On the cusp of 3.5-4 Stars
I found myself really connecting to some of the ideas Arendt presented, but I also disagreed at times? It’s definitely a higher level work, and I read this for my university class so it makes sense, but I don’t agree with how inaccessible it is when it’s supposed to be analyzing the common human condition of all people. Not a bad read though, on an analytical note.
I found myself really connecting to some of the ideas Arendt presented, but I also disagreed at times? It’s definitely a higher level work, and I read this for my university class so it makes sense, but I don’t agree with how inaccessible it is when it’s supposed to be analyzing the common human condition of all people. Not a bad read though, on an analytical note.
challenging
informative
reflective
slow-paced
informative
slow-paced
”Power is actualized only where word and deed have not parted company, where words are not empty and deeds not brutal, where words are not used to veil intentions but to disclose realities, and deeds are not used to violate and destroy but to establish relations and create new realities.”
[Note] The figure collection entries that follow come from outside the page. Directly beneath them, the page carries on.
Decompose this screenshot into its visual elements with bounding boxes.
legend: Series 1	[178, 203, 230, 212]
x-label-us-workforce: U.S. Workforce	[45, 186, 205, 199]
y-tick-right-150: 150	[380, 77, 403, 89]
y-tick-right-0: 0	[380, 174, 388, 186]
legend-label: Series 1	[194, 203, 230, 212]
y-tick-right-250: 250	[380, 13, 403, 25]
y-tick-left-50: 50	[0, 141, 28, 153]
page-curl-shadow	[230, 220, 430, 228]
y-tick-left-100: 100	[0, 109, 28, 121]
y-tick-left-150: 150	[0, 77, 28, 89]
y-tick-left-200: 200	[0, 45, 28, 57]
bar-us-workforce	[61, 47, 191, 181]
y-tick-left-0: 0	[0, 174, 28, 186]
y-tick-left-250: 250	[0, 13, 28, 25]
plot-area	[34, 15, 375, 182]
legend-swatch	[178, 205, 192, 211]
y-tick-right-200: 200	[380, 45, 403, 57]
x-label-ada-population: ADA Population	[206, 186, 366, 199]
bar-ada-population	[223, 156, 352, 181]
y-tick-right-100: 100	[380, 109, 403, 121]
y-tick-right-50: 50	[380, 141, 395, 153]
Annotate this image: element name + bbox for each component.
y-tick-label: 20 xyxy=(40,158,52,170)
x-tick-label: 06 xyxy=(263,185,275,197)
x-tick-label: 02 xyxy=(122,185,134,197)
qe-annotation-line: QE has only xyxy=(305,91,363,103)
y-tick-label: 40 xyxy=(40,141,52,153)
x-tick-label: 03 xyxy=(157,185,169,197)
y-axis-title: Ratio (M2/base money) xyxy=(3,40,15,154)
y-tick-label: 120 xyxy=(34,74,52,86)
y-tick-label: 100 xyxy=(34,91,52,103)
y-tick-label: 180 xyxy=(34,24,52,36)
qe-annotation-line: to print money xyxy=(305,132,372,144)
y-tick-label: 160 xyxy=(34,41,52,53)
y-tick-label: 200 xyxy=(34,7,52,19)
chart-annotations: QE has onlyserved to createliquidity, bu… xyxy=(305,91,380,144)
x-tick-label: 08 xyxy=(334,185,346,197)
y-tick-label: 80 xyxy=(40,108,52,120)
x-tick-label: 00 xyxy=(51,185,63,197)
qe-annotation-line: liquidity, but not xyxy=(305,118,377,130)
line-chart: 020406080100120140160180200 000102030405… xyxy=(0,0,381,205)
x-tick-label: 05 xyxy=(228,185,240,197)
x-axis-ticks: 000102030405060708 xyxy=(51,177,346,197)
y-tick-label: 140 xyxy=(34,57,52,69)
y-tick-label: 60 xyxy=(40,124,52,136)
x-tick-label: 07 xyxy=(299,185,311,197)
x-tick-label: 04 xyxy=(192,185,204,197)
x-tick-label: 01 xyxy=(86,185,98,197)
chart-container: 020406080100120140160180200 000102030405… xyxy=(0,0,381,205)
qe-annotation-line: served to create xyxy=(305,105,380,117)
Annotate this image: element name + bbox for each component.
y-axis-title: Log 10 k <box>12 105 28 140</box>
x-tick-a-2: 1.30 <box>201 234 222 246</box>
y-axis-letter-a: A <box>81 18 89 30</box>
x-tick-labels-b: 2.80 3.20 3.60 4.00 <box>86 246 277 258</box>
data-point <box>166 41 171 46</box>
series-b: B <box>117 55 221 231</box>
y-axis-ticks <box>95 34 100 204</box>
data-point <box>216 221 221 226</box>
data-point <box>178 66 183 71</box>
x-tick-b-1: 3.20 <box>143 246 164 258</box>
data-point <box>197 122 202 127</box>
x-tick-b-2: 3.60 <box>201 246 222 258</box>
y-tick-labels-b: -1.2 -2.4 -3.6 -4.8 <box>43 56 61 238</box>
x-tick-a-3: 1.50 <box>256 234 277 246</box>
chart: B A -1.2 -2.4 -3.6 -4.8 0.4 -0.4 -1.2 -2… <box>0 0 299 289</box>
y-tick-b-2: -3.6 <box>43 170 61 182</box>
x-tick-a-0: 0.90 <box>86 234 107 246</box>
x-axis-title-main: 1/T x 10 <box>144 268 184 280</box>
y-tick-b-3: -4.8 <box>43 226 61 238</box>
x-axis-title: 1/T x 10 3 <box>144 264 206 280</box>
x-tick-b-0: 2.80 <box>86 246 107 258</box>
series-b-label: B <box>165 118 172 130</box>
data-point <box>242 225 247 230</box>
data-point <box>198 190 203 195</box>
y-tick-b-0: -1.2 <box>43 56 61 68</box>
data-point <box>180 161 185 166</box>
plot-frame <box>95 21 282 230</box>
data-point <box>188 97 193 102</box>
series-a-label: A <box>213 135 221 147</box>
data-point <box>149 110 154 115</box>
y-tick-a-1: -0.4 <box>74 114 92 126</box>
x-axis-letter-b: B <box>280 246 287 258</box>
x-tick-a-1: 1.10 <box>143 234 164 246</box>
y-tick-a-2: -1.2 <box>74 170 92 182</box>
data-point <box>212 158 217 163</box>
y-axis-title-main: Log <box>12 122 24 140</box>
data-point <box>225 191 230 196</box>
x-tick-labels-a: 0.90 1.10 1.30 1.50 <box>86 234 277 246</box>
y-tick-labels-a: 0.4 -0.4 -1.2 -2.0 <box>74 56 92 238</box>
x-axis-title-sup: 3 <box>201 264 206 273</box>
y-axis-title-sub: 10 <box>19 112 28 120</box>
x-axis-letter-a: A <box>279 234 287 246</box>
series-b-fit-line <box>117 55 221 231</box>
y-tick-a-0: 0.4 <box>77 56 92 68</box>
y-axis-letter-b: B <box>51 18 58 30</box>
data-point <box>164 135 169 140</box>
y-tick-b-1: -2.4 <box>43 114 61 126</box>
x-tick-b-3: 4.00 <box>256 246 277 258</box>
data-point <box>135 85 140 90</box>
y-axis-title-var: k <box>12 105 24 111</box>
This was a doozy of a read. As I am only just beginning to pick up books weighed down with dense academic language, Arendt’s work on the way humans interact with their internal world, and the world around them, was quite challenging, but not excessively so.
”It [tyranny] develops the germs of it’s own destruction the moment it comes into existence.”
Despite its 1958 copyright (at one point I giggled at Arendt’s description on how far astronomy had come, knowing that she had published this book over 10 years before the moon landing) every point she made seemed to age like fine wine. The way she describes the dynamics behind power, politics, gender, race, forgiveness, and labor (she rips hustle culture a new one decades before the coining of the phrase hustle culture) are just as applicable today. One excellent example of this is a quote that especially stuck out to me as a U.S. citizen living in the time of the abused filibuster.
”Power can be divided without decreasing it, and the interplay of powers with their checks and balances is even liable to generate more power, so long, at least, as the interplay is alive and has not resulted in a stalemate.”
I really hope that everything she encourages about swinging the pendulum of work and labor back to the middle comes to pass. I think the historical account within this book gave me some hope for a what a more beautiful future could look like. Only time may tell.
This was a doozy of a read. As I am only just beginning to pick up books weighed down with dense academic language, Arendt’s work on the way humans interact with their internal world, and the world around them, was quite challenging, but not excessively so.
”It [tyranny] develops the germs of it’s own destruction the moment it comes into existence.”
Despite its 1958 copyright (at one point I giggled at Arendt’s description on how far astronomy had come, knowing that she had published this book over 10 years before the moon landing) every point she made seemed to age like fine wine. The way she describes the dynamics behind power, politics, gender, race, forgiveness, and labor (she rips hustle culture a new one decades before the coining of the phrase hustle culture) are just as applicable today. One excellent example of this is a quote that especially stuck out to me as a U.S. citizen living in the time of the abused filibuster.
”Power can be divided without decreasing it, and the interplay of powers with their checks and balances is even liable to generate more power, so long, at least, as the interplay is alive and has not resulted in a stalemate.”
I really hope that everything she encourages about swinging the pendulum of work and labor back to the middle comes to pass. I think the historical account within this book gave me some hope for a what a more beautiful future could look like. Only time may tell.
Finally read in entirety, one of my favourite books by a favored philosopher
"Human" is too universal a term for what Arendt is doing here, starting with Greeks and Romans and then working through the big changes in European thought that add up to Modernism. There were some moments in the final chapter that were intriguing but all that Plato, Aristotle and the rest of 'em just felt like a misguided attempt at the "master's tools." I had brief flashes of, gee, maybe I should learn these ancient philosophy words, but if anything this book made me want to get even further away from all these cats she references and explore non-Western philosophy and feminist philosophy. I mean, all the stuff she has in here about "animal laborans" and absolutely nothing about the personal being political even in Ancient Rome or wherever was a big disappointment. You'd almost think she was agreeing with Aristotle and others on the merits of slavery and hierarchy. Glad to be done with it.
informative
I have to tell you the truth: I just can never finish this book. I'm a little disappointed in myself. There is something kind of comforting though about always having more, because when you are done with The Human Condition, what is left?